Khushi Baby Wins $25,000 Thorne Prize
Khushi Baby, a team of undergraduate inventors, has been awarded Yale’s 2014 Thorne Prize for Social Innovation in Health. The award, consisting of a $25,000 cash prize, recognizes sustainable health innovations that have the potential for significant social impact.
The team’s product takes the silicone bracelets made popular by the LiveStrong Foundation and combines them with the same near-field communication chips used in college ID cards. The inexpensive result, which is waterproof and color customizable, allows infants to wear their entire vaccination record around their wrists, eliminating the need for mothers to keep a paper record that can be accidentally lost or destroyed. When an infant visits the healthcare worker for a checkup, the clinician is able to scan the Khushi Baby bracelet with a smartphone and immediately see which vaccinations the infant needs.
The communication chip also results in significant improvements for data that the clinicians need to improve their operational efficiency. Because Khushi Baby’s data is kept in the cloud, the vaccination data for an entire region can be aggregated in real-time, enabling healthcare workers and vaccine suppliers to forecast vaccination demand and ship appropriate supplies to each delivery point on time.
The team, consisting of Ruchit Nagar (MCDB ’15), Ife Omiwole (ECON ’14), Teja Padma (SOM ’14), and Leen van Besien (CHEM ’14), formed this past spring in “MENG 491: Appropriate Technology in the Developing World,” a class that focuses on different global-scale problem each time the class is offered. This semester (which we reported on earlier), the students faced the task of developing vaccine-related innovations that could help prevent the 1.5 million deaths that result each year from vaccine-preventable diseases.
While other teams focused on vaccine storage and delivery, Khushi Baby, which translates as “Happy Baby,” instead addressed the huge organizational difficulties faced by clinicians and parents as they document a child’s vaccination record. In many rural areas where public immunization rates are extremely low, there are no computer records or even electricity. Current methods for tracking vaccination history rely on paper forms that the parents must keep in good condition and must not lose; even healthcare workers use handwritten logbooks to record visits, which in addition to the same problems faced by parents, also cannot be easily referred to during future visits.
Khushi Baby intends to use the award money to continue development of their product in partnership with the nonprofit organization Seva Mandir. This summer, they will travel to India to meet with parents and clinicians to get feedback on how to improve Khushi Baby prior to commercial development.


REQUIRED WORK.
Wherever a picture appears in the listing below, leave it out and reproduce the rest exactly.

RECORDS.
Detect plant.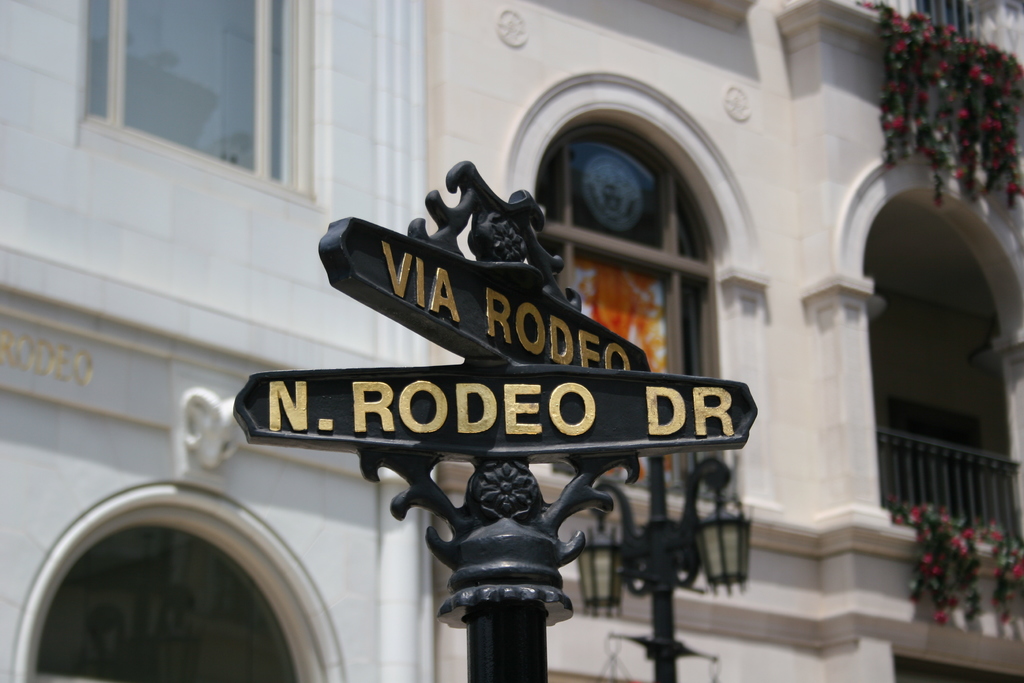
Detected at pyautogui.locateOnScreen(976, 520, 1023, 647).
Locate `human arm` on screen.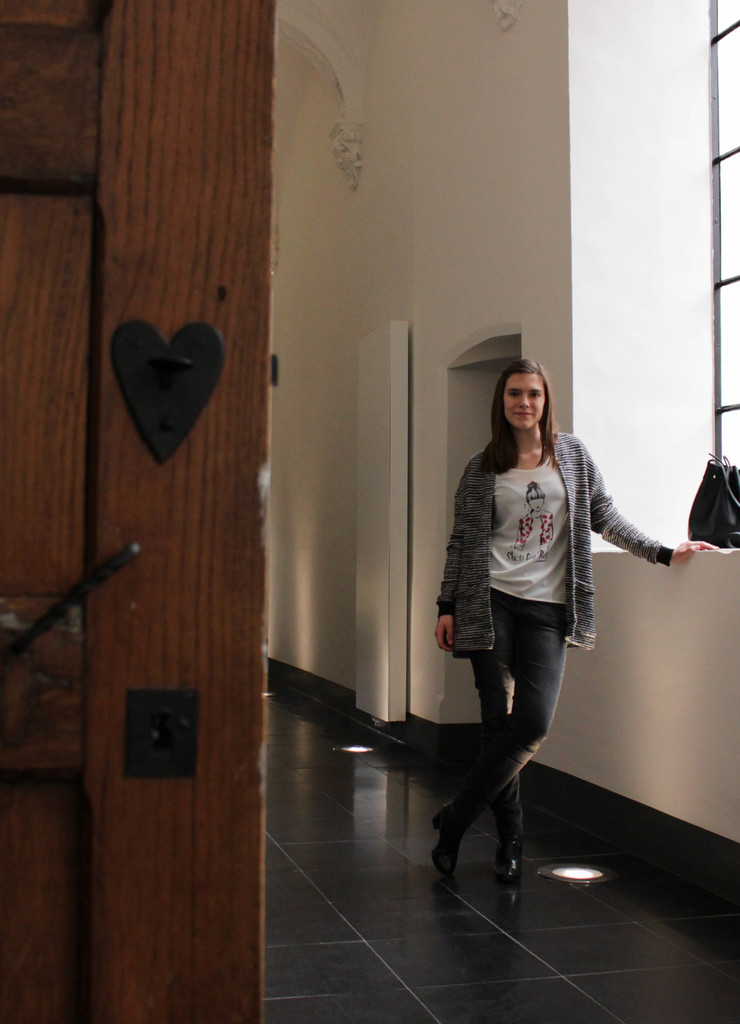
On screen at 429 478 462 650.
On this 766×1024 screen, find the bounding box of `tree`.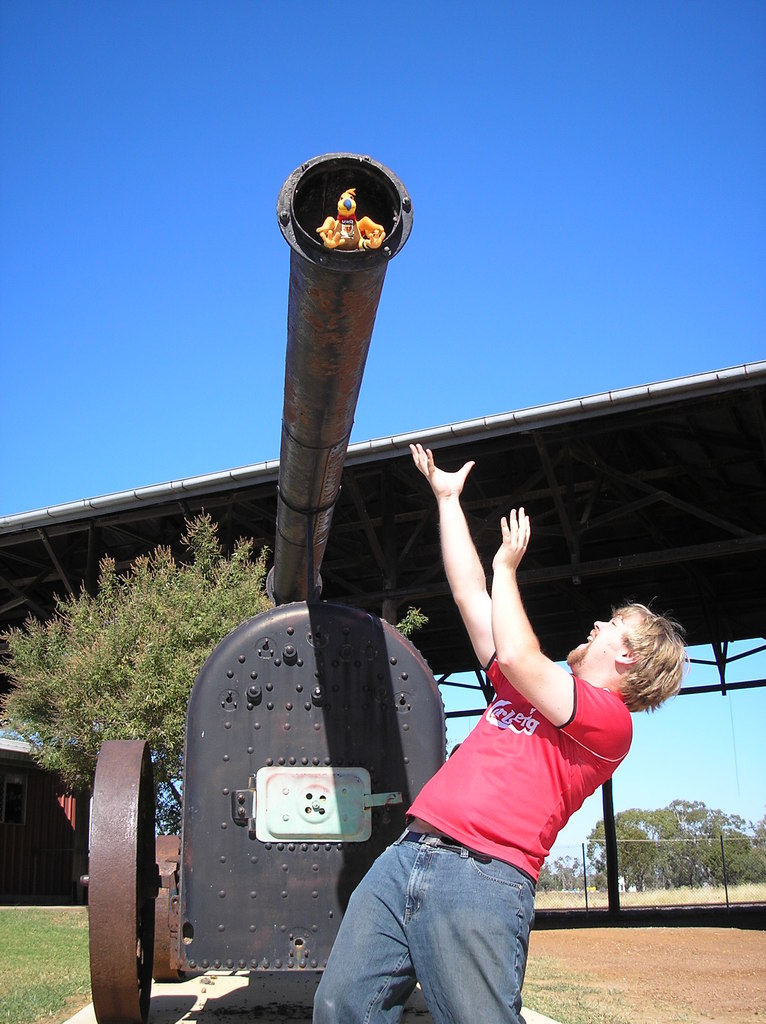
Bounding box: <bbox>533, 853, 586, 893</bbox>.
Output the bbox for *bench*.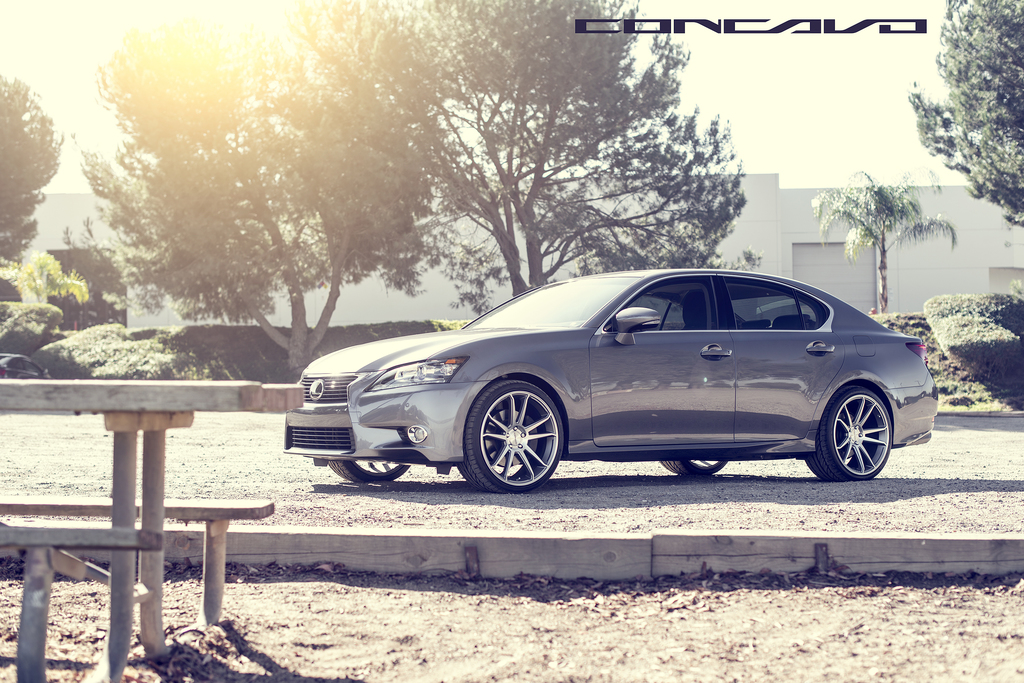
18/330/294/682.
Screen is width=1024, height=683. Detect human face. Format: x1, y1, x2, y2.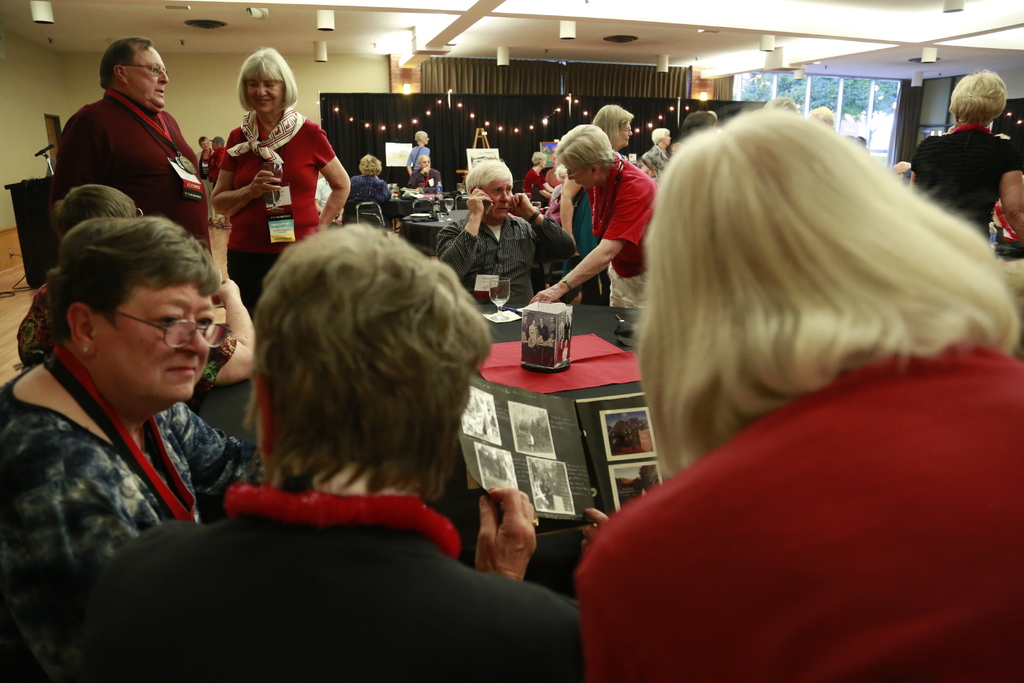
486, 179, 511, 220.
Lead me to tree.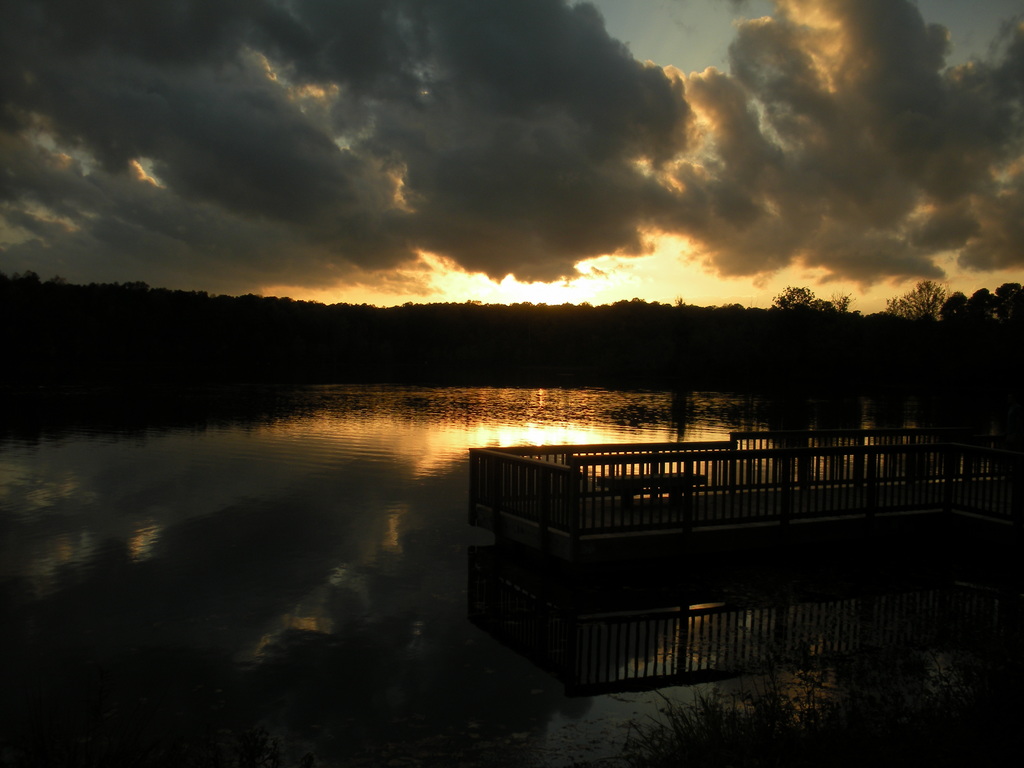
Lead to pyautogui.locateOnScreen(886, 284, 942, 326).
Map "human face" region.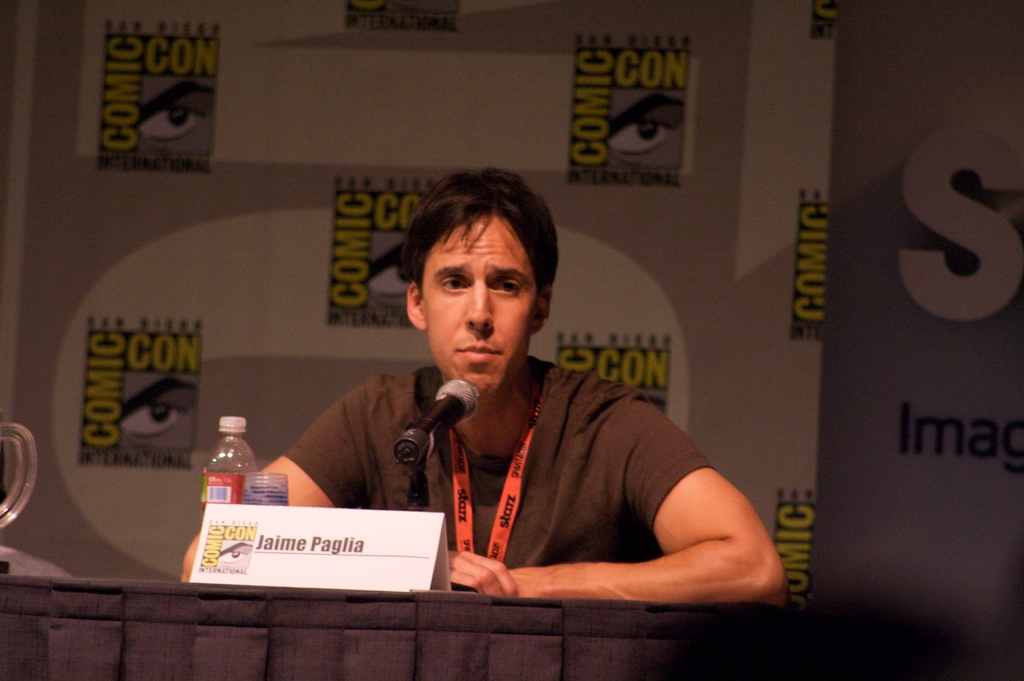
Mapped to l=426, t=213, r=539, b=398.
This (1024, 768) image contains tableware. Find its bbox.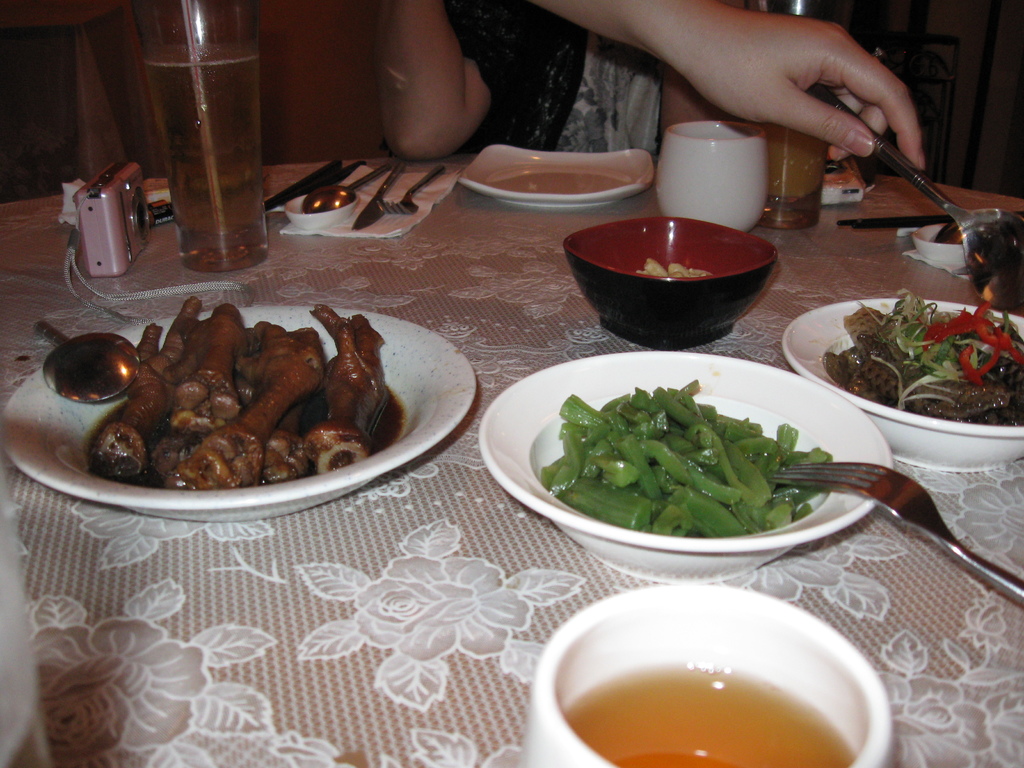
377:168:444:214.
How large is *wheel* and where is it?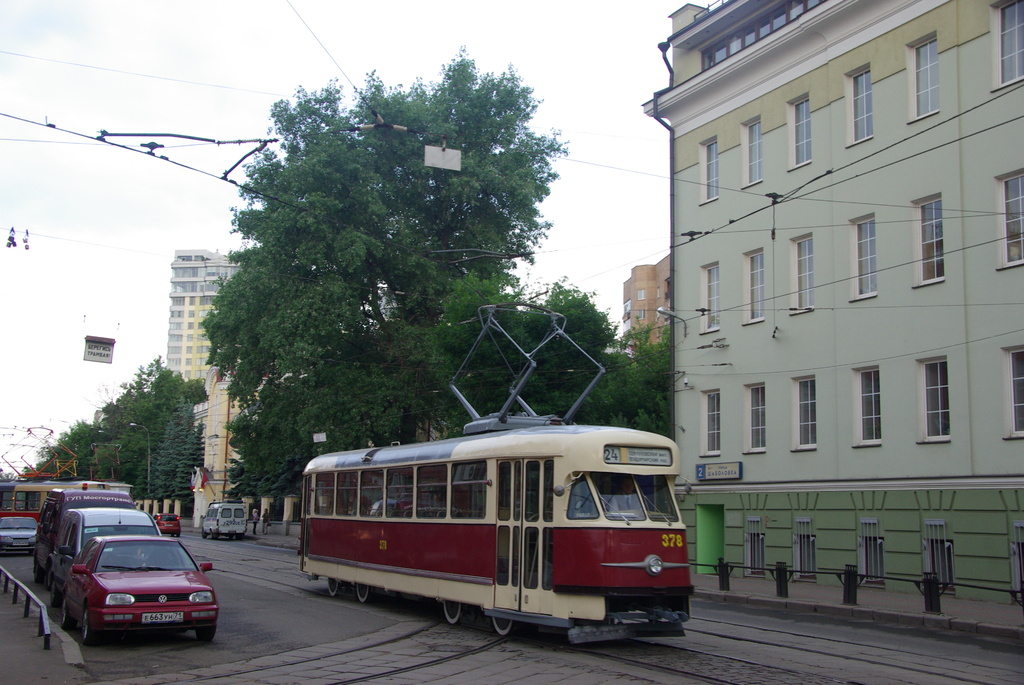
Bounding box: [left=233, top=535, right=236, bottom=543].
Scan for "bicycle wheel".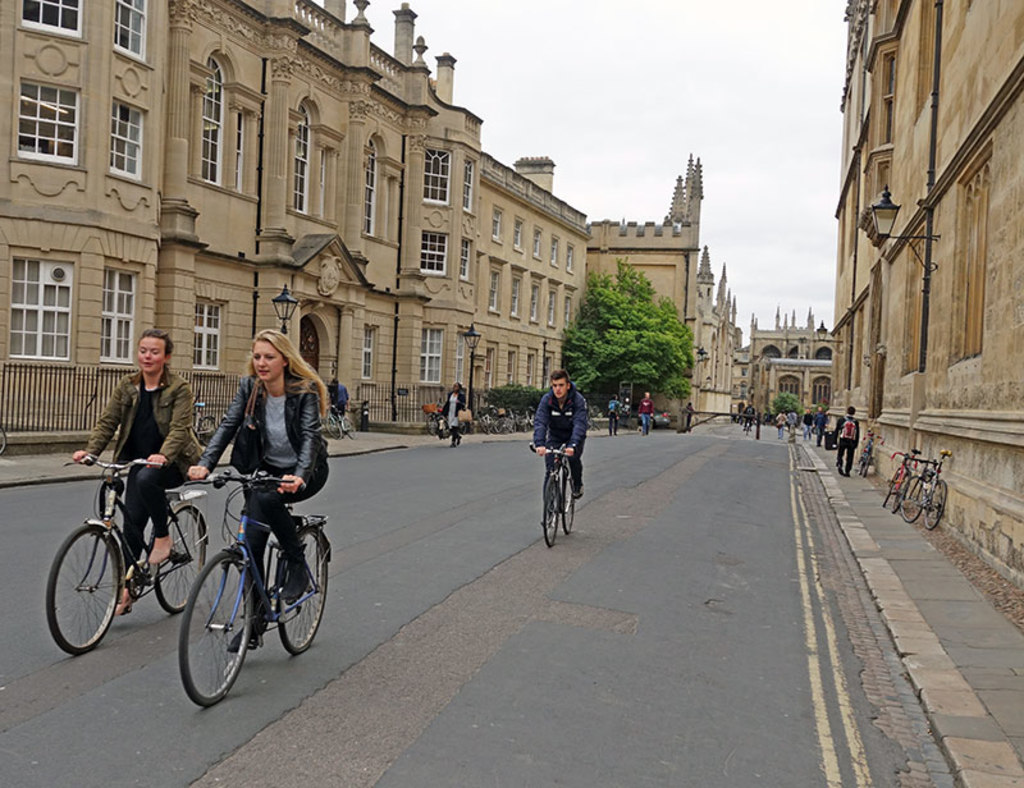
Scan result: (275, 523, 334, 659).
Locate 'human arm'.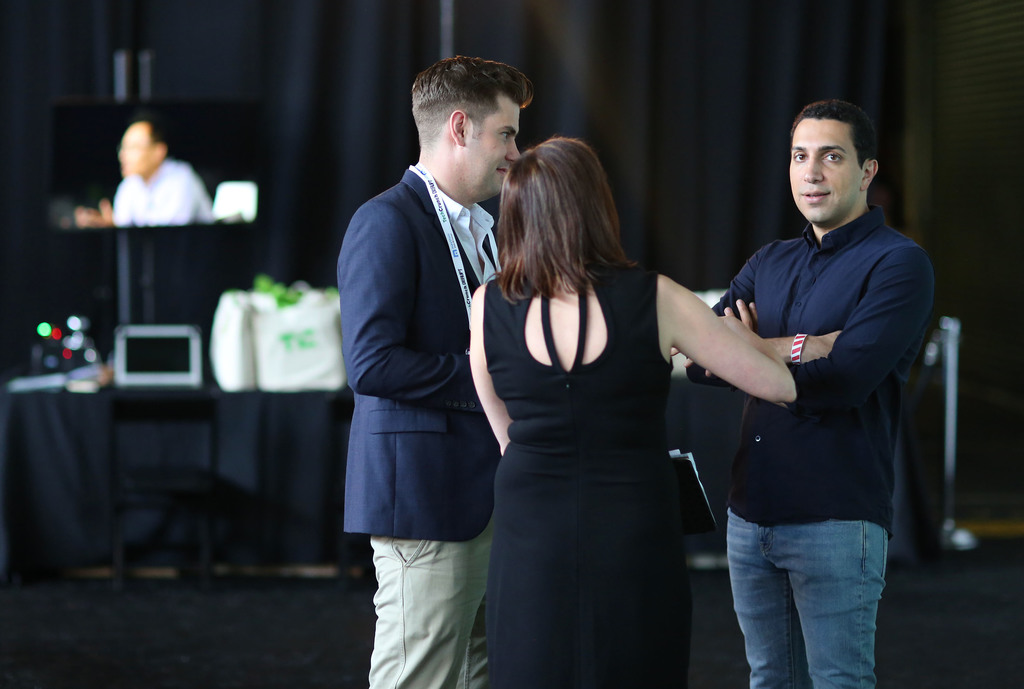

RESULT.
Detect plant.
Detected at pyautogui.locateOnScreen(976, 520, 1023, 647).
Locate `human arm` on screen.
On screen at 429 478 462 650.
On this 766×1024 screen, find the bounding box of `tree`.
Bounding box: <bbox>533, 853, 586, 893</bbox>.
Output the bbox for *bench*.
18/330/294/682.
Screen is width=1024, height=683. Detect human face. Format: x1, y1, x2, y2.
486, 179, 511, 220.
Lead me to tree.
Lead to pyautogui.locateOnScreen(886, 284, 942, 326).
Map "human face" region.
Mapped to l=426, t=213, r=539, b=398.
This (1024, 768) image contains tableware. Find its bbox.
377:168:444:214.
How large is *wheel* and where is it?
Bounding box: [left=233, top=535, right=236, bottom=543].
Scan for "bicycle wheel".
Scan result: (275, 523, 334, 659).
Locate 'human arm'.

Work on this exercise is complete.